According to truck manufacture industry analysts, there have been several consecutive months of at least 40,000 new orders per month for new trucks this year. This is three times the amount ordered in February 2020 for Class 8 heavy-duty trucks.

Striking Mack Truck workers in Allentown, Pennsylvania in 2019.

The semiconductor shortage crisis is beginning to slow production at truck manufacturers in the US, and the NRV plant is one of the next slated to shut down. Volvo is facing “semiconductor shortages, as truck demand is exceeding the supply,” said company spokesperson Mary Beth Halprin.

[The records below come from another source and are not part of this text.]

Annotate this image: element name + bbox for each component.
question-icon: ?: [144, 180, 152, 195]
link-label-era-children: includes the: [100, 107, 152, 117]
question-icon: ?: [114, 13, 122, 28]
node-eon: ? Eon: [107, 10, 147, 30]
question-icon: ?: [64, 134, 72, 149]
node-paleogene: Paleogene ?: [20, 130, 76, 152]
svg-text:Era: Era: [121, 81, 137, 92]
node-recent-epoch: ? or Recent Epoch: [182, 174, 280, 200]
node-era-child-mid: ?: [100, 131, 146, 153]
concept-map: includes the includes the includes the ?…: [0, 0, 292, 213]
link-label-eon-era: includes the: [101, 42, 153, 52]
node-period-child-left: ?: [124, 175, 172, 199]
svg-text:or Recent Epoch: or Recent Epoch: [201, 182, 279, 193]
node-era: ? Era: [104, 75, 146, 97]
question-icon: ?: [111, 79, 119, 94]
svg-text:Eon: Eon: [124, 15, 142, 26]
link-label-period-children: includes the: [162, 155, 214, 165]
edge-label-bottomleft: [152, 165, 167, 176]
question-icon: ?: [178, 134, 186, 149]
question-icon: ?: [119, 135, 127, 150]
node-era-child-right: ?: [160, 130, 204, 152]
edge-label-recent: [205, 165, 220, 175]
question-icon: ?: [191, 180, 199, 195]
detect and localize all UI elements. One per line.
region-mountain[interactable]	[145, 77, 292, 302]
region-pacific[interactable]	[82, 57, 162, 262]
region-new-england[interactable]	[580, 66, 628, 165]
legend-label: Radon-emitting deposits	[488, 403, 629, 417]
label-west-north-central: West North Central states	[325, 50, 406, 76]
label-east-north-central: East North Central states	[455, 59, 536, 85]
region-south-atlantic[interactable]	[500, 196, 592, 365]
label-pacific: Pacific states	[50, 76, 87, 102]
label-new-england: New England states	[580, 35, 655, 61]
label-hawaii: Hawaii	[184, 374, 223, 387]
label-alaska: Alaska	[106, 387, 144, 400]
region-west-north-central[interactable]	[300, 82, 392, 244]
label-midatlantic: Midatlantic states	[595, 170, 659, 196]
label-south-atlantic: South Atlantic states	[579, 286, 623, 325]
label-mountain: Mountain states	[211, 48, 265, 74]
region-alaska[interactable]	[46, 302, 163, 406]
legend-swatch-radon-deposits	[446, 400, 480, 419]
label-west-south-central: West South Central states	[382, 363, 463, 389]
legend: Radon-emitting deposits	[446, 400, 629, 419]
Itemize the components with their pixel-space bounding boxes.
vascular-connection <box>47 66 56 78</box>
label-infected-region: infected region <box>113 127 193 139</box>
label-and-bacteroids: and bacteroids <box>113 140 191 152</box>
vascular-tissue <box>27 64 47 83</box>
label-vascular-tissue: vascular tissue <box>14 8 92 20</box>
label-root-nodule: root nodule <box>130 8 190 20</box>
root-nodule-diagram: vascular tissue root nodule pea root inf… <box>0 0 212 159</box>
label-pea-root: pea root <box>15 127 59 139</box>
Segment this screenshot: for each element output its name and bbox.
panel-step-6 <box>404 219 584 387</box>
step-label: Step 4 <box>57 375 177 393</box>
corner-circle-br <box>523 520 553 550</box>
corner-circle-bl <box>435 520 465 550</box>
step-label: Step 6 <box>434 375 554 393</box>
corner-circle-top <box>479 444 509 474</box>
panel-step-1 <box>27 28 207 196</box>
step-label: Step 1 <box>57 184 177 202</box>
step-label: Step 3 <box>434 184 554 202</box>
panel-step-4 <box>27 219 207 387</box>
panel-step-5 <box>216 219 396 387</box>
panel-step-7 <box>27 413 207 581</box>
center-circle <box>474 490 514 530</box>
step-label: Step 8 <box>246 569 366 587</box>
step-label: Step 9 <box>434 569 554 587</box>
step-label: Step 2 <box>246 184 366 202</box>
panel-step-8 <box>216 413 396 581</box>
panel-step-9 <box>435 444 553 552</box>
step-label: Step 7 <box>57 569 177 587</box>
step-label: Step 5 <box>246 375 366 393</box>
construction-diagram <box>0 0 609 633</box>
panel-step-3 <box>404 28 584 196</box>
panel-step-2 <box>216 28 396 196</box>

The largest truck maker in the US, Daimler Trucks North America, which manufactures Freightliner and Western Star trucks, has implemented a slowdown at its plants in the US and Mexico due to the microchip shortage. Downtime is being rotated between plants in an effort to maintain production at Daimler’s more profitable facilities, which produce the Class 8 trucks segment, which retail for around $150,000.

PACCAR corporation subsidiaries Peterbilt and Kenworth are attempting to continue production without the needed components, later adding chips when they become available. “Fleet activity is up, strong vocational market and used truck prices are increasing. We really feel like ’21 is going to be a robust year,” Kenworth General Manager Kevin Baney told the Commercial Carrier Journal in February.

Mack Trucks, Volvo Trucks North America and other truck manufacturers were forced to suspend production in March 2020, after a wave of wildcat strikes in opposition to the corporatist unions by autoworkers in Europe, the US and Canada over the spread of COVID-19 forced the shutdown of much of the global auto industry. The UAW worked with the corporations to restart production in May 2020 and has kept workers on the job despite the current surge of infections in Michigan, where schools and workplaces are the central vectors of the new variants of the deadly disease.

The smashing defeat of the Retail, Wholesale and Department Store Union (RWDSU) at the Bessemer, Alabama, Amazon warehouse has exposed the deep gulf between the aspirations of workers who are looking for a way to fight and the corrupt organizations that call themselves “unions.” The same has been shown in the current strikes by Columbia University graduate student workers, St. Vincent nurses in Massachusetts, Warrior Met coal miners in Alabama, and ATI Steelworkers in Pennsylvania and other states.

In these struggles, striking workers are not only fighting management and both big business parties, but also the unions, which function as management’s labor police force.

If workers in Volvo are going to fight for their needs, they will have to form a rank-and-file strike committee, independent of the UAW, to prepare a real struggle and to appeal for common strike action with truck manufacturing workers across the US and internationally.